Porosity Research
Philosophy
The Research of Porosity seeks to take the pulse of the city and determine it‘s social equation, as well as it’s potential for further connection and enhancement of the public realm.
Architecture is already permeable to public space. Increasing the permeability of architecture will change architectural design and urban planning imperatives. The desired effect of this serious of research is to expand the uses of public space within the city and alter the design of buildings, their adaptations and their linking structures.
Central to my belief is the following model:
If one can visit a toilet adjoining a corridor leading from the lift lobby at level X of building Y and stay within that space comfortably for 1 hour then that space constitutes a 1 hour public space.
In other words, the city is full of spaces of transition, connection and bodily comfort, which have yet to be claimed or classified as types of public space within the city. Clues l ie within the networks of these spaces for what cities might become. I believe that by claiming these spaces as types of public space, and connecting their structures to the already sanctioned public spaces ranging from footpaths to parks, that only then will the city reveal to the architect/artist/planner its potential as a three-dimensional construction with the possibility of more than one ground plane.
The Sydney Mosel 3: Zone (1,2 and 3)
The total modelling of any western city is a much larger project than this 3-year research grant could afford. Therefore, it was necessary to summaries the Central Business District of Sydney via the selection of a series of zones or building samples which best represented the range of building types and program of this city. Not only was program considered but also a range of issues such as site permeability security sensitive types of buildings and access to public systems of transport. This would ensure that both government buildings and public buildings would be rep- resented. Finally, three zones were chosen for study, each including more than 4 tower structures within the block or blocks.
Types of models:
Tree Models
Tree models diagrammatize in 3D of all the zones within a building that facilitate vertical and horizontal movement by visitors and inhabitants of the structure. Tree models look like an internal trunk and branch diagram of spaces within buildings, hence the name. It does not include private “destination” spaces such as actual offices or residences, rather, it distinguishes stairs, li f t cores, corridors, toilets, and carparks.

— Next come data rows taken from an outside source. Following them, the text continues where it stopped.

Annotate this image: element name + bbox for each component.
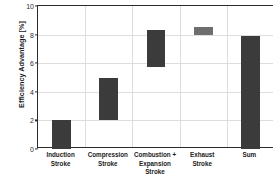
y-tick-label-10: 10: [26, 3, 34, 10]
x-axis-tick-labels: Induction StrokeCompression StrokeCombus…: [37, 151, 273, 184]
gridline-y-2: [38, 120, 273, 121]
gridline-x-2: [132, 6, 133, 147]
x-tick-label-0: Induction Stroke: [37, 151, 84, 168]
y-tick-mark-0: [35, 148, 38, 149]
bar-combustion-expansion-stroke: [147, 30, 166, 68]
y-tick-mark-10: [35, 5, 38, 6]
gridline-x-4: [227, 6, 228, 147]
plot-area: 0246810: [37, 5, 273, 148]
efficiency-advantage-chart: Efficiency Advantage [%] 0246810 Inducti…: [0, 0, 276, 186]
bar-sum: [241, 36, 260, 149]
y-tick-label-4: 4: [30, 88, 34, 95]
y-axis-title: Efficiency Advantage [%]: [17, 0, 26, 140]
gridline-x-1: [85, 6, 86, 147]
y-tick-mark-8: [35, 34, 38, 35]
gridline-y-4: [38, 92, 273, 93]
y-tick-label-0: 0: [30, 146, 34, 153]
bar-induction-stroke: [52, 120, 71, 149]
bar-compression-stroke: [99, 78, 118, 120]
x-tick-label-4: Sum: [226, 151, 273, 160]
y-tick-label-6: 6: [30, 60, 34, 67]
x-tick-label-2: Combustion + Expansion Stroke: [131, 151, 178, 177]
x-tick-label-3: Exhaust Stroke: [179, 151, 226, 168]
y-tick-mark-2: [35, 120, 38, 121]
y-tick-mark-6: [35, 63, 38, 64]
bar-exhaust-stroke: [194, 27, 213, 35]
y-tick-label-8: 8: [30, 31, 34, 38]
x-tick-label-1: Compression Stroke: [84, 151, 131, 168]
gridline-x-3: [180, 6, 181, 147]
y-tick-mark-4: [35, 91, 38, 92]
y-tick-label-2: 2: [30, 117, 34, 124]
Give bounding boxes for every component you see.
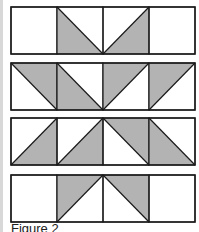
block-cell: [103, 175, 149, 222]
block-cell: [149, 63, 195, 110]
block-cell: [103, 118, 149, 165]
block-cell: [11, 63, 57, 110]
block-cell: [57, 7, 103, 54]
block-cell: [57, 63, 103, 110]
block-row-2: [11, 63, 195, 110]
block-cell: [149, 175, 195, 222]
block-cell: [149, 118, 195, 165]
cell-outline: [149, 7, 195, 54]
block-cell: [103, 63, 149, 110]
block-cell: [11, 118, 57, 165]
block-cell: [11, 7, 57, 54]
quilt-block-diagram: [0, 0, 199, 232]
block-cell: [149, 7, 195, 54]
block-cell: [103, 7, 149, 54]
block-cell: [11, 175, 57, 222]
block-cell: [57, 118, 103, 165]
block-row-4: [11, 175, 195, 222]
figure-caption: Figure 2: [11, 222, 59, 232]
block-row-1: [11, 7, 195, 54]
block-cell: [57, 175, 103, 222]
cell-outline: [11, 7, 57, 54]
block-row-3: [11, 118, 195, 165]
cell-outline: [149, 175, 195, 222]
cell-outline: [11, 175, 57, 222]
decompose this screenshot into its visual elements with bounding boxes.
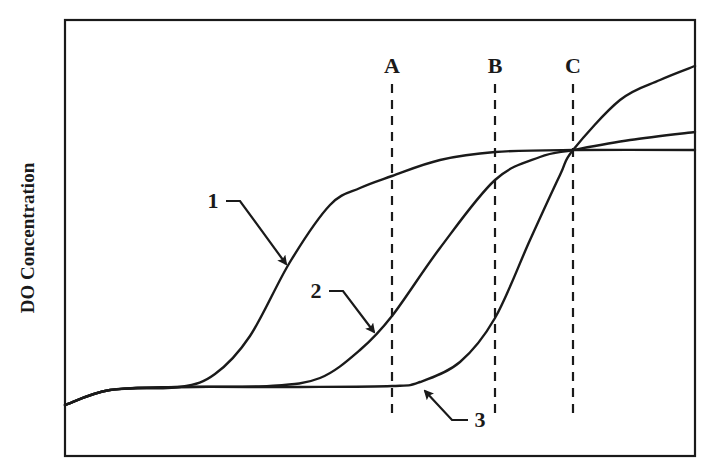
y-axis-label-text: DO Concentration [17,163,39,313]
plot-frame [65,20,695,456]
y-axis-label: DO Concentration [17,218,39,258]
reference-lines [392,84,573,418]
reference-label-b: B [488,53,503,78]
chart-canvas: ABC 123 [0,0,715,476]
curve-label-2: 2 [311,278,322,303]
reference-labels: ABC [384,53,581,78]
curve-label-1: 1 [208,188,219,213]
curve-2 [65,132,695,405]
annotation-arrow-2 [329,291,374,332]
curve-annotations: 123 [208,188,486,432]
reference-label-a: A [384,53,400,78]
curve-3 [65,66,695,405]
curve-1 [65,150,695,405]
curve-label-3: 3 [475,407,486,432]
annotation-arrow-1 [226,201,286,264]
annotation-arrow-3 [425,391,468,420]
reference-label-c: C [565,53,581,78]
curves [65,66,695,405]
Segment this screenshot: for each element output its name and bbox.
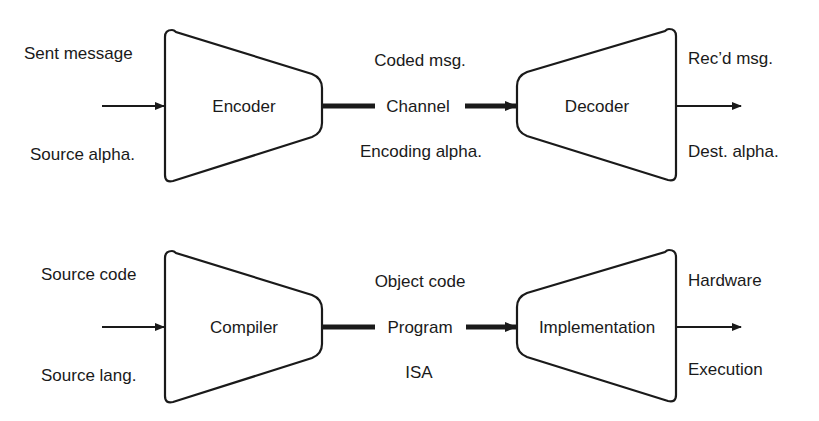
middle-bottom-label: ISA [405, 363, 433, 382]
implementation-label: Implementation [539, 318, 655, 337]
input-bottom-label: Source lang. [41, 366, 136, 385]
input-top-label: Sent message [24, 44, 133, 63]
decoder-label: Decoder [565, 97, 630, 116]
middle-center-label: Channel [386, 97, 449, 116]
middle-bottom-label: Encoding alpha. [360, 142, 482, 161]
row-computation: Source code Source lang. Compiler Object… [41, 250, 763, 402]
encoder-label: Encoder [212, 97, 276, 116]
middle-top-label: Object code [375, 272, 466, 291]
output-top-label: Rec’d msg. [688, 49, 773, 68]
compiler-label: Compiler [210, 318, 278, 337]
output-bottom-label: Execution [688, 360, 763, 379]
output-top-label: Hardware [688, 271, 762, 290]
output-bottom-label: Dest. alpha. [688, 142, 779, 161]
middle-top-label: Coded msg. [374, 51, 466, 70]
analogy-diagram: Sent message Source alpha. Encoder Coded… [0, 0, 819, 421]
input-bottom-label: Source alpha. [30, 145, 135, 164]
row-communication: Sent message Source alpha. Encoder Coded… [24, 29, 779, 181]
input-top-label: Source code [41, 265, 136, 284]
middle-center-label: Program [387, 318, 452, 337]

The resulting diagram of connected volumes constitutes a model of possibility of access for visitors to the building. Tree models represent possible chiastic spaces according to available documentation. The final 3D models were colour coded to differentiate the varying types of ancillary spaces. All ultimately ‘not- public’ space was stripped away leaving the tree like skeleton.
Cactus Models
This modelling qualifies and classifies the potentiality of the “tree” model. Following field research, the reality of where the visitor might be able to infiltrate and for how long is tested and mapped through multiple rigorous diagrams and performance documentation. Sections of the original tree model may prove to be inaccessible and hence be excluded from the model. The tree becomes truncated and deformed.
Monkey Models
As the monkeys’ link arms, so we see how the city might make these connections and how public space can begin to be more three dimensional within the urban scale. As the project developed, the Maya modelling became more sophisticated and provocative. Diagrams of What a Building Desires, and indeed the data used in their manufacture, are also in a state of perpetual change. They are in fact momentary and respond to the data gathered at a particular time. This methodology could be a useful a provocation for analysis by Planners, Architects and Artists alike, who conceive of the city as a plastic material which loosely binds the social construction of the city.